Practical notes. Copenhagen runs on contactless — Visa and Mastercard work at every kiosk, bus, and pølsevogn cart. Many places no longer accept cash, which tends to simplify things. At the current rate of about 6.4 DKK to the dollar, budget roughly 600–800 DKK ($93–125) per day for meals and entry fees. A Rejsekort transit card with a 50 DKK deposit halves the per-trip cost over single tickets. The three days above total about 26 km on foot, heaviest on Days 1 and 3. June weather is currently sitting around 22°C with long light past 10pm — but a rain shower can materialize in twenty minutes, so a packable jacket earns its suitcase space. That late-evening sky, turning pale gold over the harbor around 9:30pm, is reason enough to push dinner to 8pm and eat outside.
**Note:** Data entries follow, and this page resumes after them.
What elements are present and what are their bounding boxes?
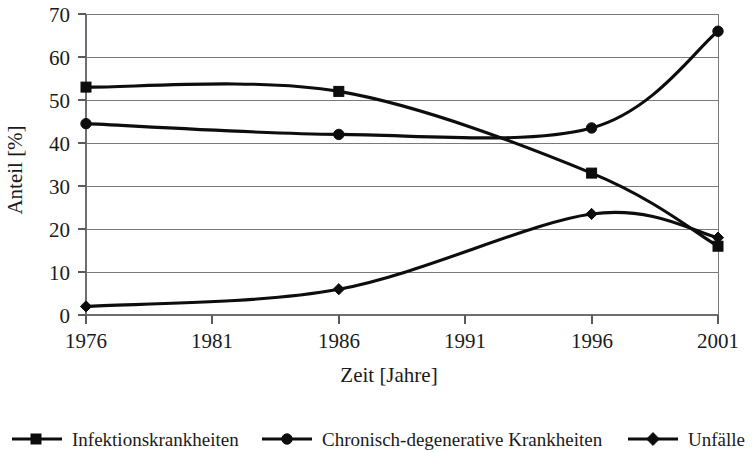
x-tick-label: 1996 [571,329,613,353]
square-marker-icon [31,434,41,444]
y-tick-label: 70 [49,3,70,27]
circle-marker-icon [282,434,292,444]
x-tick-labels: 1976 1981 1986 1991 1996 2001 [65,329,739,353]
circle-marker-icon [334,129,344,139]
x-tick-label: 1981 [191,329,233,353]
series-line [86,84,718,246]
x-axis-title: Zeit [Jahre] [340,363,437,387]
legend-label: Chronisch-degenerative Krankheiten [322,429,603,450]
legend-item-infektionskrankheiten[interactable]: Infektionskrankheiten [12,429,239,450]
diamond-marker-icon [80,301,91,312]
y-tick-marks [78,14,86,315]
x-tick-label: 1986 [318,329,360,353]
y-tick-label: 30 [49,175,70,199]
series-2 [81,26,723,140]
legend-item-unfaelle[interactable]: Unfälle [628,429,745,450]
legend-label: Infektionskrankheiten [72,429,239,450]
y-tick-label: 40 [49,132,70,156]
circle-marker-icon [586,123,596,133]
x-tick-label: 1976 [65,329,107,353]
gridlines [86,14,718,315]
diamond-marker-icon [333,284,344,295]
square-marker-icon [587,168,597,178]
x-tick-label: 1991 [444,329,486,353]
series-layer [80,26,723,312]
y-axis-title: Anteil [%] [3,125,27,214]
diamond-marker-icon [586,208,597,219]
series-1 [81,82,723,251]
legend-item-chronisch-degenerative-krankheiten[interactable]: Chronisch-degenerative Krankheiten [262,429,603,450]
y-tick-label: 20 [49,218,70,242]
y-tick-label: 0 [60,304,71,328]
x-tick-label: 2001 [697,329,739,353]
circle-marker-icon [713,26,723,36]
chart-figure: 70 60 50 40 30 20 10 0 1976 1981 1986 19… [0,0,753,452]
diamond-marker-icon [647,433,660,446]
circle-marker-icon [81,118,91,128]
line-chart: 70 60 50 40 30 20 10 0 1976 1981 1986 19… [0,0,753,452]
y-tick-label: 60 [49,46,70,70]
chart-legend: Infektionskrankheiten Chronisch-degenera… [12,429,745,450]
series-line [86,212,718,306]
x-tick-marks [86,315,718,324]
y-tick-label: 50 [49,89,70,113]
square-marker-icon [81,82,91,92]
square-marker-icon [334,86,344,96]
y-tick-label: 10 [49,261,70,285]
y-tick-labels: 70 60 50 40 30 20 10 0 [49,3,70,328]
legend-label: Unfälle [688,429,745,450]
series-3 [80,208,723,312]
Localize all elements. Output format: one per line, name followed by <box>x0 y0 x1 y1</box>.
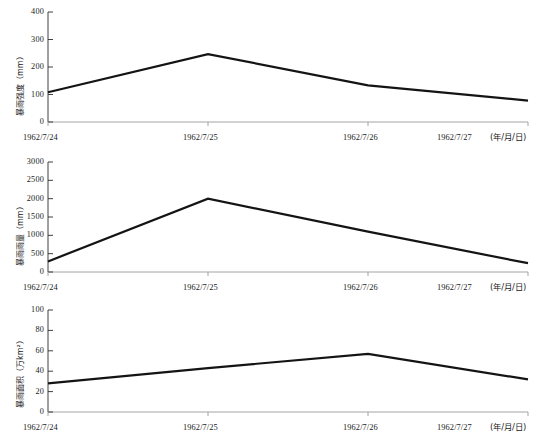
y-tick-label-4-panel-2: 80 <box>20 326 44 334</box>
data-series-line-panel-1 <box>48 199 528 264</box>
x-tick-label-0-panel-2: 1962/7/24 <box>23 423 58 432</box>
y-tick-label-3-panel-0: 300 <box>20 36 44 44</box>
y-tick-label-2-panel-1: 1000 <box>14 231 44 239</box>
x-axis-unit-label-panel-2: (年/月/日) <box>490 423 526 432</box>
y-tick-label-0-panel-1: 0 <box>14 268 44 276</box>
y-axis-label-panel-0: 暴雨强度（mm） <box>16 52 25 116</box>
x-tick-label-0-panel-0: 1962/7/24 <box>23 133 58 142</box>
x-axis-unit-label-panel-0: (年/月/日) <box>490 133 526 142</box>
y-tick-label-4-panel-1: 2000 <box>14 195 44 203</box>
y-tick-label-1-panel-1: 500 <box>14 250 44 258</box>
y-tick-label-2-panel-0: 200 <box>20 63 44 71</box>
x-tick-label-0-panel-1: 1962/7/24 <box>23 283 58 292</box>
y-tick-label-0-panel-2: 0 <box>20 408 44 416</box>
y-tick-label-6-panel-1: 3000 <box>14 158 44 166</box>
y-tick-label-4-panel-0: 400 <box>20 8 44 16</box>
data-series-line-panel-0 <box>48 54 528 101</box>
x-tick-label-3-panel-1: 1962/7/27 <box>437 283 472 292</box>
y-tick-label-5-panel-1: 2500 <box>14 176 44 184</box>
y-tick-label-1-panel-0: 100 <box>20 91 44 99</box>
y-tick-label-3-panel-1: 1500 <box>14 213 44 221</box>
x-tick-label-1-panel-2: 1962/7/25 <box>183 423 218 432</box>
x-tick-label-2-panel-0: 1962/7/26 <box>343 133 378 142</box>
y-tick-label-2-panel-2: 40 <box>20 367 44 375</box>
plot-area-panel-0 <box>0 0 544 150</box>
y-tick-label-3-panel-2: 60 <box>20 347 44 355</box>
y-tick-label-5-panel-2: 100 <box>20 306 44 314</box>
plot-area-panel-2 <box>0 302 544 438</box>
x-tick-label-1-panel-1: 1962/7/25 <box>183 283 218 292</box>
x-tick-label-2-panel-2: 1962/7/26 <box>343 423 378 432</box>
x-tick-label-3-panel-2: 1962/7/27 <box>437 423 472 432</box>
chart-panel-affected-area: 暴雨面积（万km²） 0 20 40 60 80 100 1962/7/24 1… <box>0 302 544 438</box>
chart-panel-rain-amount: 暴雨雨量（mm） 0 500 1000 1500 2000 2500 3000 … <box>0 150 544 302</box>
plot-area-panel-1 <box>0 150 544 302</box>
data-series-line-panel-2 <box>48 354 528 384</box>
y-tick-label-1-panel-2: 20 <box>20 388 44 396</box>
x-tick-label-1-panel-0: 1962/7/25 <box>183 133 218 142</box>
x-tick-label-3-panel-0: 1962/7/27 <box>437 133 472 142</box>
multi-panel-line-chart-figure: 暴雨强度（mm） 0 100 200 300 400 1962/7/24 196… <box>0 0 544 438</box>
x-axis-unit-label-panel-1: (年/月/日) <box>490 283 526 292</box>
y-tick-label-0-panel-0: 0 <box>20 118 44 126</box>
x-tick-label-2-panel-1: 1962/7/26 <box>343 283 378 292</box>
chart-panel-rain-intensity: 暴雨强度（mm） 0 100 200 300 400 1962/7/24 196… <box>0 0 544 150</box>
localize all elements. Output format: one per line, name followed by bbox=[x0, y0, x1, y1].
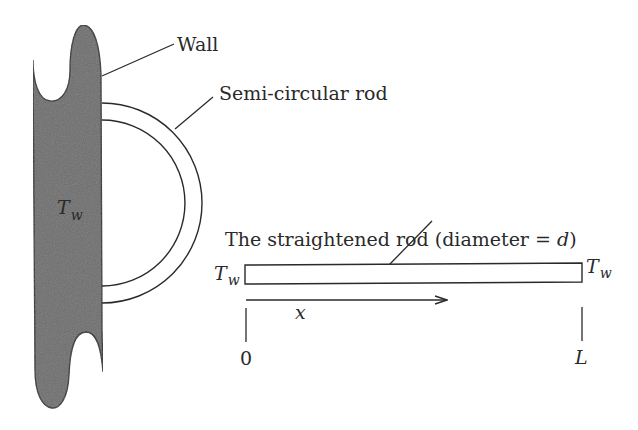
semi-rod-outer-arc bbox=[102, 103, 202, 303]
semi-rod-inner-arc bbox=[102, 120, 185, 286]
semi-circular-rod bbox=[102, 103, 202, 303]
right-end-temperature-label: Tw bbox=[586, 255, 612, 281]
left-end-temperature-label: Tw bbox=[214, 262, 240, 288]
semi-rod-label: Semi-circular rod bbox=[219, 82, 388, 104]
wall: Tw bbox=[33, 25, 103, 408]
diagram-canvas: Tw Wall Semi-circular rod The straighten… bbox=[0, 0, 638, 430]
x-axis-label: x bbox=[295, 301, 306, 323]
straight-rod-label: The straightened rod (diameter = d) bbox=[225, 228, 577, 250]
origin-label: 0 bbox=[240, 347, 252, 369]
wall-label: Wall bbox=[177, 33, 218, 55]
rod-heat-diagram: Tw Wall Semi-circular rod The straighten… bbox=[0, 0, 638, 430]
straightened-rod bbox=[245, 263, 582, 284]
semi-rod-leader-line bbox=[175, 97, 213, 129]
wall-leader-line bbox=[102, 44, 174, 76]
length-label: L bbox=[574, 346, 588, 368]
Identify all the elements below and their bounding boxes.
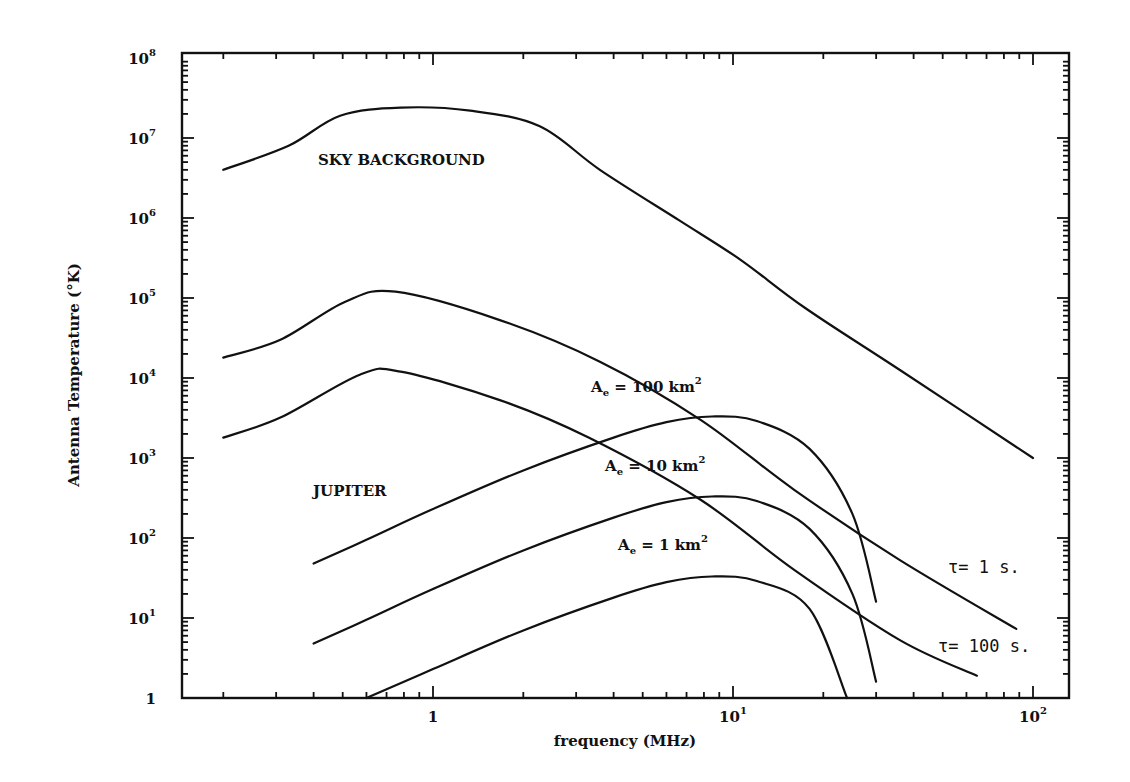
y-tick-labels: 1101102103104105106107108 <box>128 47 156 708</box>
y-axis-title: Antenna Temperature (°K) <box>65 263 83 488</box>
y-tick-label: 101 <box>128 607 156 628</box>
y-tick-label: 103 <box>128 447 156 468</box>
svg-text:Ae = 10 km2: Ae = 10 km2 <box>604 454 705 477</box>
x-tick-label: 1 <box>428 708 438 726</box>
x-axis-title: frequency (MHz) <box>554 732 696 750</box>
ae-100-label: Ae = 100 km2 <box>590 375 702 398</box>
y-tick-label: 102 <box>128 527 156 548</box>
svg-text:Ae = 1 km2: Ae = 1 km2 <box>617 533 708 556</box>
sky-background-label: SKY BACKGROUND <box>318 151 485 169</box>
y-tick-label: 108 <box>128 47 156 68</box>
curves <box>223 107 1033 698</box>
tau-100s-label: τ= 100 s. <box>938 636 1030 656</box>
x-tick-labels: 1101102 <box>428 705 1047 726</box>
y-tick-label: 105 <box>128 287 156 308</box>
curve-jupiter-tau-1-s <box>223 291 1016 629</box>
svg-text:Ae = 100 km2: Ae = 100 km2 <box>590 375 702 398</box>
jupiter-label: JUPITER <box>311 482 387 500</box>
ae-10-label: Ae = 10 km2 <box>604 454 705 477</box>
x-tick-label: 102 <box>1019 705 1047 726</box>
y-tick-label: 107 <box>128 127 156 148</box>
y-tick-label: 104 <box>128 367 156 388</box>
curve-ae-100-km-2 <box>314 416 877 601</box>
chart: 1101102103104105106107108 1101102 freque… <box>0 0 1130 782</box>
tau-1s-label: τ= 1 s. <box>948 557 1020 577</box>
ae-1-label: Ae = 1 km2 <box>617 533 708 556</box>
curve-ae-1-km-2 <box>366 576 847 698</box>
y-tick-label: 1 <box>146 690 156 708</box>
y-tick-label: 106 <box>128 207 156 228</box>
x-tick-label: 101 <box>719 705 747 726</box>
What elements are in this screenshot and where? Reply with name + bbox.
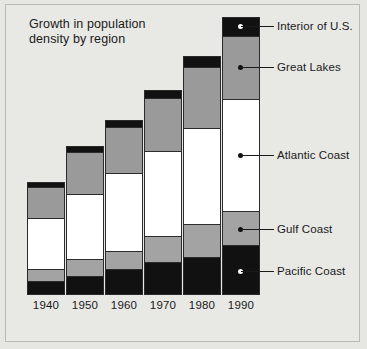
segment-gulf-coast-1950 (67, 260, 103, 277)
legend-label-great-lakes: Great Lakes (277, 61, 341, 73)
x-axis-label-1960: 1960 (105, 299, 143, 311)
segment-great-lakes-1950 (67, 153, 103, 195)
bar-1970 (144, 90, 182, 295)
segment-gulf-coast-1960 (106, 252, 142, 271)
segment-pacific-coast-1980 (184, 258, 220, 294)
legend-label-pacific-coast: Pacific Coast (277, 265, 345, 277)
legend-label-interior-of-us: Interior of U.S. (277, 20, 353, 32)
segment-great-lakes-1940 (28, 188, 64, 219)
segment-pacific-coast-1970 (145, 263, 181, 294)
segment-gulf-coast-1940 (28, 270, 64, 282)
segment-atlantic-coast-1950 (67, 195, 103, 260)
legend-label-atlantic-coast: Atlantic Coast (277, 149, 349, 161)
segment-gulf-coast-1970 (145, 237, 181, 264)
bar-1960 (105, 120, 143, 295)
bar-1980 (183, 56, 221, 295)
x-axis-label-1980: 1980 (183, 299, 221, 311)
chart-figure: Growth in population density by region 1… (0, 0, 367, 349)
x-axis-label-1950: 1950 (66, 299, 104, 311)
x-axis-label-1940: 1940 (27, 299, 65, 311)
legend-leader-line-pacific-coast (241, 271, 274, 272)
legend-leader-line-atlantic-coast (241, 155, 274, 156)
segment-atlantic-coast-1980 (184, 129, 220, 224)
segment-atlantic-coast-1960 (106, 174, 142, 251)
segment-pacific-coast-1940 (28, 282, 64, 294)
segment-pacific-coast-1960 (106, 270, 142, 294)
legend-leader-line-interior-of-us (241, 26, 274, 27)
segment-gulf-coast-1980 (184, 225, 220, 259)
segment-interior-of-us-1980 (184, 57, 220, 68)
legend-label-gulf-coast: Gulf Coast (277, 223, 332, 235)
legend-leader-line-gulf-coast (241, 229, 274, 230)
segment-great-lakes-1960 (106, 128, 142, 174)
segment-pacific-coast-1950 (67, 277, 103, 294)
segment-interior-of-us-1970 (145, 91, 181, 99)
x-axis-label-1990: 1990 (222, 299, 260, 311)
segment-atlantic-coast-1970 (145, 152, 181, 236)
x-axis-label-1970: 1970 (144, 299, 182, 311)
segment-great-lakes-1970 (145, 99, 181, 152)
segment-great-lakes-1980 (184, 68, 220, 129)
segment-atlantic-coast-1940 (28, 219, 64, 270)
legend-leader-line-great-lakes (241, 67, 274, 68)
segment-interior-of-us-1960 (106, 121, 142, 128)
bar-1950 (66, 146, 104, 295)
bar-1940 (27, 182, 65, 295)
plot-area: 1940 1950 1960 1970 (0, 0, 367, 349)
26 km total distance covered

Walking + transit across the three-day route.

Day one

  1. 9 AM

    Rundetårn (Round Tower) — walk the spiral ramp to the rooftop for a city-wide orientation view. 40 DKK entry.

    Indre By
  2. 10:30 AM

    Walk Købmagergade south to Gammeltorv, the city's oldest square, then through Strøget pedestrian street.

    Indre By
  3. 12:30 PM

    Lunch at Schønnemann on Hauser Plads — smørrebrød since 1877. Herring on dark rye with pickled onion. 180–220 DKK.

    Indre By
  4. 2:30 PM

    Nyhavn waterfront — walk the colored-house side, skip the canal-side restaurants, grab a pølse from a cart.

    Nyhavn
  5. 5 PM

    Tivoli Gardens — better at dusk with fairy lights and æbleskiver stands. Entry 155 DKK ($24).

    Indre By
  6. 8:30 PM

    City Hall Square for the long June evening light. Skateboarders and street life under the floodlights.

    Indre By

Day two

  1. 9:30 AM

    Rosenborg Castle (built 1606) and Kongens Have gardens — crown jewels in the basement vault. 130 DKK ($20).

    Frederiksstaden
  2. 11 AM

    Early lunch at Torvehallerne food hall near Nørreport — Coffee Collective, Grød porridge, Hallernes Smørrebrød at 95 DKK.

    Nørreport
  3. 12 PM

    Walk to Amalienborg Palace for the noon Royal Guard change — the march route starts at Rosenborg, so time it right.

    Frederiksstaden
  4. 1 PM

    Designmuseum Denmark on Bredgade — Danish chair design collection in a former hospital, open since 1907.

    Frederiksstaden
  5. 2:30 PM

    Cut through Østre Anlæg park (1870) and north along the waterfront through Kastellet star fortress to The Little Mermaid.

    Østerbro
  6. 7 PM

    Dinner at Toldboden harbor terrace or a Nyhavn side-street restaurant away from the canal front.

    Indre By

Day three

  1. 10 AM

    Church of Our Saviour — climb the external spiral staircase for the best 360-degree view in Copenhagen. 65 DKK ($10).

    Christianshavn
  2. 11:30 AM

    Freetown Christiania — self-governing commune since 1971. No photos on Pusher Street. Walk the grounds freely.

    Christianshavn
  3. 1 PM

    Lunch at Morgenstedet in Christiania — vegetarian, around 90 DKK ($14), outdoor tables in the commune garden.

    Christianshavn
  4. 3 PM

    Metro to Nørrebro. Walk Jægersborggade for natural-wine bars, ceramic shops, ramen at Slurp, cardamom buns at Mirabelle.

    Nørrebro
  5. 4:30 PM

    Assistens Cemetery — Kierkegaard and H.C. Andersen buried here. Locals sunbathe on the lawns between headstones.

    Nørrebro
  6. 7 PM

    Dinner on Nørrebrogade — Manfreds for vegetable-forward Nordic, or Bæst for sourdough pizza with Danish mozzarella.